Shirley Chisholm, 1924-2005

by La Shawn on 01.03.05

in General

SC“Shirley Chisholm, the first black woman to serve in Congress and the first woman to seek the Democratic presidential nomination, died on Saturday night at her home in Ormond Beach, Fla. She was 80. She had suffered several strokes recently, according to a former staff member, William Howard.

Mrs. Chisholm was an outspoken, steely educator-turned-politician who shattered racial and gender barriers as she became a national symbol of liberal politics in the 1960′s and 1970′s. Over the years, she also had a way of making statements that angered the establishment, as in 1974, when she asserted that ‘there is an undercurrent of resistance’ to integration ‘among many blacks in areas of concentrated poverty and discrimination’ — including in her own district in Brooklyn….

Shirley Anita St. Hill Chisholm was born in Bedford-Stuyvesant on Nov. 30, 1924. Her father worked in a factory that made burlap bags, and her mother was a seamstress and domestic worker. They sent their daughter and her three sisters to Barbados, where the children lived with a grandmother until 1934. Mrs. Chisholm later described the relatives she encountered there as ‘a strongly disciplined family unit.’

But she had her own strength, too: ‘Mother always said that even when I was 3, I used to get the 6- and 7-year-old kids on the block and punch them and say, ‘Listen to me.’

Her professors listened to her at Brooklyn College, where she won prizes in debating. Some of them told her she should think about politics as a career.” (Source)

— Chisholm on Wikepedia (This thing has entries on everybody. I wouldn’t be surprised if I winded up in there!)

— Chisholm on the Equal Rights Amendment

— Chisholm in National Women’s Hall of Fame

See other blog entries on Rick James, Ronald Reagan and Superman.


From the line with "is (217, 457)." to the line with "What do you see at coordinates (617, 188)", retype every line exactly, including those two, and leave out the rest of the data below.
BEGIN EXERCISE INPUTS
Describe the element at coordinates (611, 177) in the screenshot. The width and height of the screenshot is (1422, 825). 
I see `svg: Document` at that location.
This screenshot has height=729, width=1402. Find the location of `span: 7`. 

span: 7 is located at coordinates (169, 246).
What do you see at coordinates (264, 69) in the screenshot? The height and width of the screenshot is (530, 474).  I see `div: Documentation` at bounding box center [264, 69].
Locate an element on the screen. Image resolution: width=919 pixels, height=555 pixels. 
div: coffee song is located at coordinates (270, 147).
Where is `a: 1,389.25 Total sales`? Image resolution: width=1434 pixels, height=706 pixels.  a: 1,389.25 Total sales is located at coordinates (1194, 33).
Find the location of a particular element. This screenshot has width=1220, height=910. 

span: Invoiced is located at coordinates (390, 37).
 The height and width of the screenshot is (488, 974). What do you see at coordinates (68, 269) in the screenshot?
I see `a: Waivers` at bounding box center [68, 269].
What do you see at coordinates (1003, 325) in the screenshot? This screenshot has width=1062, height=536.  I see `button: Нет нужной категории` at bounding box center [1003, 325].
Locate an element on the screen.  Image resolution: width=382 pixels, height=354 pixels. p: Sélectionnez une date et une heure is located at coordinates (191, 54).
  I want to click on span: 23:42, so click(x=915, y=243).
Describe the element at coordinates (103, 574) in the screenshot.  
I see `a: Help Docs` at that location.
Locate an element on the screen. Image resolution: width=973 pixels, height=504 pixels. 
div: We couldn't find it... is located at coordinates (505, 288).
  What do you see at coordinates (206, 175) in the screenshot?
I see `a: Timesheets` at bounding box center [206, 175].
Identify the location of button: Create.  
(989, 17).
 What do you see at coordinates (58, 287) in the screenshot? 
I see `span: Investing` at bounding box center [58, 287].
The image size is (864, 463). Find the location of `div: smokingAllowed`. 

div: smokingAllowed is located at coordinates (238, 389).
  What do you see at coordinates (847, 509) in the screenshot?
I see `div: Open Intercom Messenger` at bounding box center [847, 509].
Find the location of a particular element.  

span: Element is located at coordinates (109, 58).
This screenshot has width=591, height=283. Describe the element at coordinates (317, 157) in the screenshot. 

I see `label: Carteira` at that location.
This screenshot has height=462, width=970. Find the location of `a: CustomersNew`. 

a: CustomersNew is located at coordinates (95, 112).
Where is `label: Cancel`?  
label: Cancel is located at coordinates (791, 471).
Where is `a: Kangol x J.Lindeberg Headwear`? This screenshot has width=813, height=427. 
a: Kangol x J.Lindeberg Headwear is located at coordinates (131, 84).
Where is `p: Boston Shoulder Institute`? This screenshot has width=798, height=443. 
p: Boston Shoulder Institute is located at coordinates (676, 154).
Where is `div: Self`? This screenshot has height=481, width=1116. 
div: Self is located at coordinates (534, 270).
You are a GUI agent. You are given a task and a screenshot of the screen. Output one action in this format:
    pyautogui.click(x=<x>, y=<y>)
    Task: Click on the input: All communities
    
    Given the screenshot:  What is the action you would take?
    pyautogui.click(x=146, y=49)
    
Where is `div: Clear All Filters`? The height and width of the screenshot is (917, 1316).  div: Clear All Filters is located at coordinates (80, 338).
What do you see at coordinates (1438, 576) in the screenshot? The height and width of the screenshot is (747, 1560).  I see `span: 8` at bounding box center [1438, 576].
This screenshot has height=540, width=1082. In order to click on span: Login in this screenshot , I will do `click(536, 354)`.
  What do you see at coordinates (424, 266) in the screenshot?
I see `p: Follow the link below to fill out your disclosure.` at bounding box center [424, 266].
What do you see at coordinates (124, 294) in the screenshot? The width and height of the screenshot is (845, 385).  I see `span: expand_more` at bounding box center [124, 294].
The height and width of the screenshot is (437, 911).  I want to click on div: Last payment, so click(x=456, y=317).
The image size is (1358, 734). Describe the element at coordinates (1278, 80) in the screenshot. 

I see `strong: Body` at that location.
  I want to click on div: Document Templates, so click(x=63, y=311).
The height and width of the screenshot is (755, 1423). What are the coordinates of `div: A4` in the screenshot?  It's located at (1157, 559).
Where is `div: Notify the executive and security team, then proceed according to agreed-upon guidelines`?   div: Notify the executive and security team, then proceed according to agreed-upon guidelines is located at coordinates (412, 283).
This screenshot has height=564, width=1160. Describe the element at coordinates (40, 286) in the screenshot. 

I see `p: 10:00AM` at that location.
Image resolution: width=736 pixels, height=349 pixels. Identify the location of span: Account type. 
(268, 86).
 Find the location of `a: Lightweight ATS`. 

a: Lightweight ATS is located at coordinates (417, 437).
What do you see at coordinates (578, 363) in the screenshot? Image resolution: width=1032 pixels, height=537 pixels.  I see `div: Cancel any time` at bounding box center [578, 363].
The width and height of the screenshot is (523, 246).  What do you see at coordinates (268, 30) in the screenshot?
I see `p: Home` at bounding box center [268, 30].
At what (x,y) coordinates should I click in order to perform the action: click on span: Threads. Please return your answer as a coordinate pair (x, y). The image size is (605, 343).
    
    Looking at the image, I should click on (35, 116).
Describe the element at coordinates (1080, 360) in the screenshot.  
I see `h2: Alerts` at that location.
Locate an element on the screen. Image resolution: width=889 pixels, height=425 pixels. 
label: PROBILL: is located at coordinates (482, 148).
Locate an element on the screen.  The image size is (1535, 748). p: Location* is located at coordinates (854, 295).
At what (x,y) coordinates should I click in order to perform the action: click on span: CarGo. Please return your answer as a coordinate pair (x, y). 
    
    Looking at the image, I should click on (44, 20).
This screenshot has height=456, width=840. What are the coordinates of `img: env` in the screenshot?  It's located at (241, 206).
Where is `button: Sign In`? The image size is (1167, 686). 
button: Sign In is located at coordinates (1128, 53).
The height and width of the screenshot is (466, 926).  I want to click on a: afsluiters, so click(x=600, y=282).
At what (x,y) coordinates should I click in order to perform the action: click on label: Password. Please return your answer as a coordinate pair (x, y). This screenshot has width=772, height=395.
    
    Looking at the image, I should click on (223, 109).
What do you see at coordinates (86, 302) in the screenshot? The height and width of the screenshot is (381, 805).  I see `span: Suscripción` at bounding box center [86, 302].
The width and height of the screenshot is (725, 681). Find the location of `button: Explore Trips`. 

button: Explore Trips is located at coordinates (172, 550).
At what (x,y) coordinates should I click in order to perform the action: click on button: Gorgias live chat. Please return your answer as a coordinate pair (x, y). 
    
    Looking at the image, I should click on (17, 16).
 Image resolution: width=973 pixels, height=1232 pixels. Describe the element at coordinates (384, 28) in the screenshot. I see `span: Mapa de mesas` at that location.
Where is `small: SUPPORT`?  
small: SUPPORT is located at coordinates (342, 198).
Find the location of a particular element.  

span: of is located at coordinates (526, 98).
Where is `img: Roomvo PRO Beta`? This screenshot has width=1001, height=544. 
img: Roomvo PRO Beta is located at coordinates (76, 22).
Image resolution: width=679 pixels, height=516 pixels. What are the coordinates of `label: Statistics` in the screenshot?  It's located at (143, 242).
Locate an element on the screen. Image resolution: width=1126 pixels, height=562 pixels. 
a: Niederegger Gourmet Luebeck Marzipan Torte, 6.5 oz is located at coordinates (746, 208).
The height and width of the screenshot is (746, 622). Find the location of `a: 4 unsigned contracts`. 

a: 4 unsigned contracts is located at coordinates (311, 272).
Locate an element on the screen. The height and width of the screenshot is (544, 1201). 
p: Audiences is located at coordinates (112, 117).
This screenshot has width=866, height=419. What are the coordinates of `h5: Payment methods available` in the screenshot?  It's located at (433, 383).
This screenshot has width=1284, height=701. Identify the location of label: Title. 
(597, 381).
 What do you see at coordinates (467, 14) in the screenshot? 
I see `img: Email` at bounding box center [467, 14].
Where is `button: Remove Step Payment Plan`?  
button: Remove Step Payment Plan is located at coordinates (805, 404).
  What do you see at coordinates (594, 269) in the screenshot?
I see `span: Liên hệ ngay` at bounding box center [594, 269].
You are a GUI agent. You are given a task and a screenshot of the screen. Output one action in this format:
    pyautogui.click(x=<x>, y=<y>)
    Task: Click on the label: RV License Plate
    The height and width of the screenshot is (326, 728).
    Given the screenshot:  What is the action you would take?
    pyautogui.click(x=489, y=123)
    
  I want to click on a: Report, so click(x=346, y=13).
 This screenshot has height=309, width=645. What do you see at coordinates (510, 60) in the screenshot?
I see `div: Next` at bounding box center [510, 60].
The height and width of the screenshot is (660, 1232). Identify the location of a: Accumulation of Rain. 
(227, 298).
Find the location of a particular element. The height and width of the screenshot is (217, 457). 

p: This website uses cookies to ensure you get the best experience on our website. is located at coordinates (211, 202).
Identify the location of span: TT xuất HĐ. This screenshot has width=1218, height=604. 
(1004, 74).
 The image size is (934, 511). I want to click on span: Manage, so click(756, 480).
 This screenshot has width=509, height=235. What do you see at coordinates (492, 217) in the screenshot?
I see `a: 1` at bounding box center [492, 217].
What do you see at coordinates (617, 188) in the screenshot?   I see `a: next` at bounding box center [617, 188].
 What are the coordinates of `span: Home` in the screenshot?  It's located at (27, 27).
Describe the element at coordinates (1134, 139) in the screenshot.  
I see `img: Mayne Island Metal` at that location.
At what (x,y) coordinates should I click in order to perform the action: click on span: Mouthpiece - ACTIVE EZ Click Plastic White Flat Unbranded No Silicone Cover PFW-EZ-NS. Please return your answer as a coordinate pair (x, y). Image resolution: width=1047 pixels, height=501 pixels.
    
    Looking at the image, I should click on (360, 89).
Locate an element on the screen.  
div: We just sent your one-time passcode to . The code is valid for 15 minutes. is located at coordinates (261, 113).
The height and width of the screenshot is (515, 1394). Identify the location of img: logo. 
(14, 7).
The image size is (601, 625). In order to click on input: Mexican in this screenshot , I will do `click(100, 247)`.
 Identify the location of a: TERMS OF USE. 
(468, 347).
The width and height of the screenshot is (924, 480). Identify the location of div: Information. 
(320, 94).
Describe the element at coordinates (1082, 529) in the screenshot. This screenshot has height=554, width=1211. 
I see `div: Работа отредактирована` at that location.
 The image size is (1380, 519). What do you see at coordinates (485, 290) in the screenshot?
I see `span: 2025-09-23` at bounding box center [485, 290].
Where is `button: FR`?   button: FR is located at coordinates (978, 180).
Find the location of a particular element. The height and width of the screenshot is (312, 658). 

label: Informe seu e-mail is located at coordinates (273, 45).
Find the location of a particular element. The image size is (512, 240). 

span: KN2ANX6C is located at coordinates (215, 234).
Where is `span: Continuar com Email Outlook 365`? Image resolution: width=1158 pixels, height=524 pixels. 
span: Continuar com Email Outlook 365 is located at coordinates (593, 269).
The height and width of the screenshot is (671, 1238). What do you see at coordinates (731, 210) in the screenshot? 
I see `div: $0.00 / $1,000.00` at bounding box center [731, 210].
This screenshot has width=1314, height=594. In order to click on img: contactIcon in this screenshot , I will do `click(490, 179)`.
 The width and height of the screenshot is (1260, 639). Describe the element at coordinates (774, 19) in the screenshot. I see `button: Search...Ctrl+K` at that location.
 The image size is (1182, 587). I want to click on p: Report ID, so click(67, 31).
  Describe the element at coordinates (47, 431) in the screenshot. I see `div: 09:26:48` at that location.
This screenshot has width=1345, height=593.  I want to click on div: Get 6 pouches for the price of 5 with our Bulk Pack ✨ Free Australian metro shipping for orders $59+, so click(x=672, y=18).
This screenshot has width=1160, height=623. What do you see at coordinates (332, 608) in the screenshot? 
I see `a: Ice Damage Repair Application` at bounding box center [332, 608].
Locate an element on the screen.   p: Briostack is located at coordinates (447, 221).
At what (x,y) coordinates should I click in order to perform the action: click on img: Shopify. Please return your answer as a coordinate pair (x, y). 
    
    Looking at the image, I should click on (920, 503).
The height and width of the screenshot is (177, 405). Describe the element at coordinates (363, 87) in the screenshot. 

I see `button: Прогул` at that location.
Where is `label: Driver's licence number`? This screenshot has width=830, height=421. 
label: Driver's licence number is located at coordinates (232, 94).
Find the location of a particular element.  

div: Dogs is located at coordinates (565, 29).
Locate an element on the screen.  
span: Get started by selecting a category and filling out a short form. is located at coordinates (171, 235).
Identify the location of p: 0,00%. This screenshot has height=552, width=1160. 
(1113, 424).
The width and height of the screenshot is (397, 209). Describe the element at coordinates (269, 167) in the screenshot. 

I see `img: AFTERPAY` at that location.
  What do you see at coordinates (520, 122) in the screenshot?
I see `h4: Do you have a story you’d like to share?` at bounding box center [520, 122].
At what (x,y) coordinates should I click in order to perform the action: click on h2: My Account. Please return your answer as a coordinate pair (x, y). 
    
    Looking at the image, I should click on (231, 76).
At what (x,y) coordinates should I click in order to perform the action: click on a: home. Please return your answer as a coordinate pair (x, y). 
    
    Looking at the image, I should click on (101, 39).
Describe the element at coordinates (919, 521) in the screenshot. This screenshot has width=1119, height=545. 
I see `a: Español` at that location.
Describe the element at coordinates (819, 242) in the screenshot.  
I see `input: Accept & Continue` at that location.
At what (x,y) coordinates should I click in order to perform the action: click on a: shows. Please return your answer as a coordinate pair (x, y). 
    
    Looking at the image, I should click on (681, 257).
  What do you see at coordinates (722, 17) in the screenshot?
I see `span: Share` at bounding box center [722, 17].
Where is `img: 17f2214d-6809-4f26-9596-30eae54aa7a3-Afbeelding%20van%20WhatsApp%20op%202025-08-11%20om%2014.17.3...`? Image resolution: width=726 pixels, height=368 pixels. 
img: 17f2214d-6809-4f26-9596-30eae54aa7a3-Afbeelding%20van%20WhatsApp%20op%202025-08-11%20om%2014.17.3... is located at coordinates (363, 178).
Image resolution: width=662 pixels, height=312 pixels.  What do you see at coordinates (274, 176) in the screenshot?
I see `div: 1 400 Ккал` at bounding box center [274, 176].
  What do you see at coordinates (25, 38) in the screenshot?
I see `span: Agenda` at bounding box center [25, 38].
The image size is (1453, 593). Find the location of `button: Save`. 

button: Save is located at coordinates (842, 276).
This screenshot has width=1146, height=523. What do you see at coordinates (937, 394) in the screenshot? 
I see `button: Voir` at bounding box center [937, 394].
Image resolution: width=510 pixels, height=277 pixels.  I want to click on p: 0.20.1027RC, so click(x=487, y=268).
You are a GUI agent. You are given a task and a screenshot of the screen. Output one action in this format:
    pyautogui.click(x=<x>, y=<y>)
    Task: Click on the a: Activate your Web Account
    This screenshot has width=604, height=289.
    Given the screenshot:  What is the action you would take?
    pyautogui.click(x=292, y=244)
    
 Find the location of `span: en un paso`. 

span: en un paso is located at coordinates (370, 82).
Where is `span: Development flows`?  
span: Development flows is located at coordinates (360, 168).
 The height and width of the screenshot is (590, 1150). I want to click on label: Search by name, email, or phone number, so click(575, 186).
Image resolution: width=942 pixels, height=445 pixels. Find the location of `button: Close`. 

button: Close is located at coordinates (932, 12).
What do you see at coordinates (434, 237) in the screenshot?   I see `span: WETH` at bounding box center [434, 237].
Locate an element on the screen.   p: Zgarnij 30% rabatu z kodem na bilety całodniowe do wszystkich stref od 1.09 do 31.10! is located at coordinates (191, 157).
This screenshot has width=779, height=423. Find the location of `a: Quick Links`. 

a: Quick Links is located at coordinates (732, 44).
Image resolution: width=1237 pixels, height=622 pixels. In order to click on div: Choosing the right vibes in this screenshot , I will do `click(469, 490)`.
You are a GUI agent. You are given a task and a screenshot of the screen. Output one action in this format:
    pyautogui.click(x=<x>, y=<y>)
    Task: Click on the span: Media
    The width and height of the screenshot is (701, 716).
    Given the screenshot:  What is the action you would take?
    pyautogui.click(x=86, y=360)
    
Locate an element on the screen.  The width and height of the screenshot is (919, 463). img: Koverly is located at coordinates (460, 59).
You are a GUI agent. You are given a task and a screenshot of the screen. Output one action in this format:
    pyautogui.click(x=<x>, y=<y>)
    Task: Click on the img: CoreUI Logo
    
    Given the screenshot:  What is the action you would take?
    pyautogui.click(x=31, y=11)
END EXERCISE INPUTS
### SOLUTION FOR THIS TASK
Find the location of a particular element. The height and width of the screenshot is (217, 457). 

p: This website uses cookies to ensure you get the best experience on our website. is located at coordinates (211, 202).
Identify the location of span: TT xuất HĐ. This screenshot has width=1218, height=604. 
(1004, 74).
 The image size is (934, 511). I want to click on span: Manage, so click(756, 480).
 This screenshot has width=509, height=235. What do you see at coordinates (492, 217) in the screenshot?
I see `a: 1` at bounding box center [492, 217].
What do you see at coordinates (617, 188) in the screenshot?   I see `a: next` at bounding box center [617, 188].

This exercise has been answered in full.